EU reacted with exaggeration and lack of coordination to Omicron and Portugal was not completed | Coronavirus
Do they make sense as restrictions imposed by governments after the Omicron variant was identified, which chooses several southern African countries without flights to many destinations in the world, for example? “It seems clear to me the unjustified exaggeration regarding the consequences of the new variant and the reaction of many European governments. They should have waited two or three days to hear the experts and assess the seriousness of the variant’s severity before moving forward with restrictions at the borders”, he told PÚBLICO, by the e-mail, Vasco Gonçalves, specialist in the assessment and management of environmental risks at ISCTE – Instituto Universitário de Lisboa.
“The lesson for the future should only be one: act in advance, with precaution, based on the best information available at all times, seeking not to compromise public health and at the same time avoid limiting economic and social activities. For that, precautionary measures will have to be taken, of which the use of masks and carrying out tests are examples”, concluded Vasco Gonçalves.
José Manuel Mendes, coordinator of the Osiris Risk Observatory at the Center for Social Studies at the University of Coimbra, says that the Portuguese government had what he classed as an “over-reaction”, an exaggerated reaction, when decreeing the state of calamity. “No one else has decreed a state of calamity in Europe”, says the researcher from Coimbra. But it reveals the problem facing the European Union, which is a lack of coordination of health policies. “As the EU does not have a single health policy, it has suffered a lot from this, it is what I call ‘health nationalism’. Before, it was called public health sovereignty, but now I think it is really a question of nationalism”, he considers.
The problem does not only affect Portugal, obviously. It can reach the point of having several health policies within the same country, says José Manuel Mendes. He gives the example of Germany, a country where he spent some time recently, and is experiencing a strong wave of covid-19. “There are 16 federated states, and each one has its own policy. In Brandenburg, where I was, there are no Christmas fairs. But if you take the train, in 20 minutes you are in Berlin and there are Christmas fairs. And people use it strategically”, essays.
“If the EU took a common decision to close limits to certain countries, or to activate the state of calamity in an integrated manner among member states, then it would make sense and how people perceived it”, he says.

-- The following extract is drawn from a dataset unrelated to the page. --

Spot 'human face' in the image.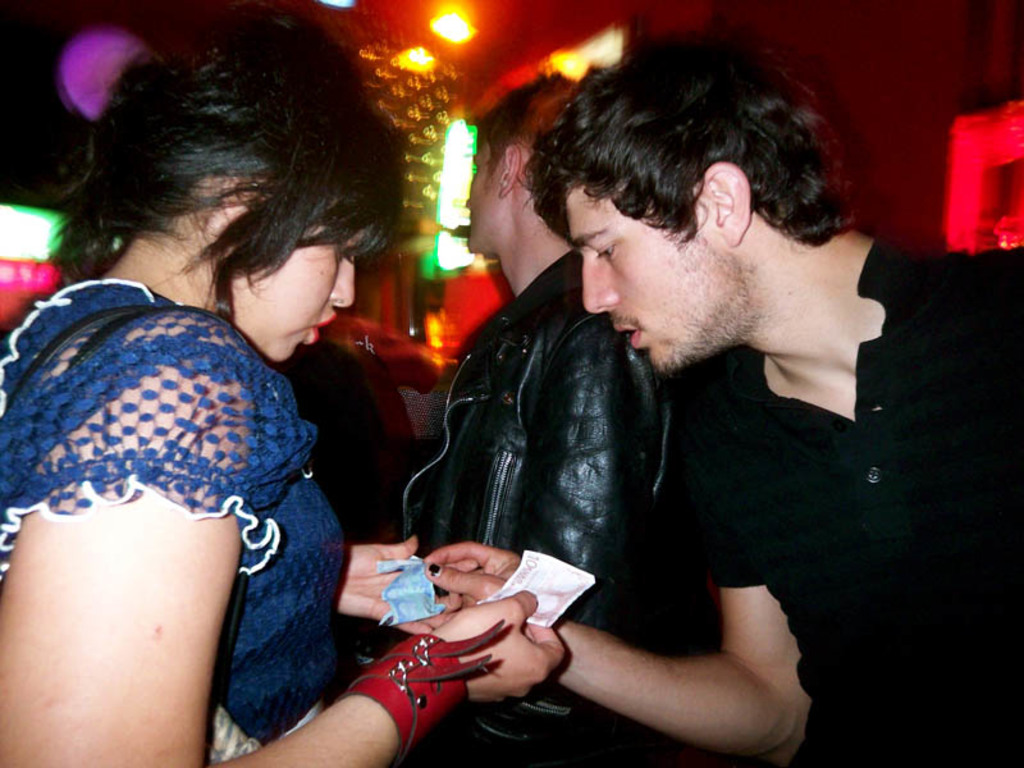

Portugal, by requiring tests from those who cross the border – in addition to the European digital certificate, which should exempt travelers from further proof of their health status –, will be thinking about the travels of emigrants, and even the immigrants who live here, José Manuel Mendes travels. But that was worth “a scolding from the European Commission to our Government”, he emphasizes. “We have emigrants who come from Venezuela, South Africa, Germany, France, Switzerland, Mozambique. And we have an influx of migrants from other European countries. But this could be said, to understand why the Government was taking the measures”, he considers.
“What remains is a feeling that the EU does not exist, that it is all ad hoc. It is dangerous that a Government can do this without sanctions. We cannot be dependent on the European Center for Disease Control and Prevention for the definition of measures, on the European Medicines Agency for the accreditation of vaccines, and then in the concrete policy it is everyone for himself”, male José Manuel Mendes.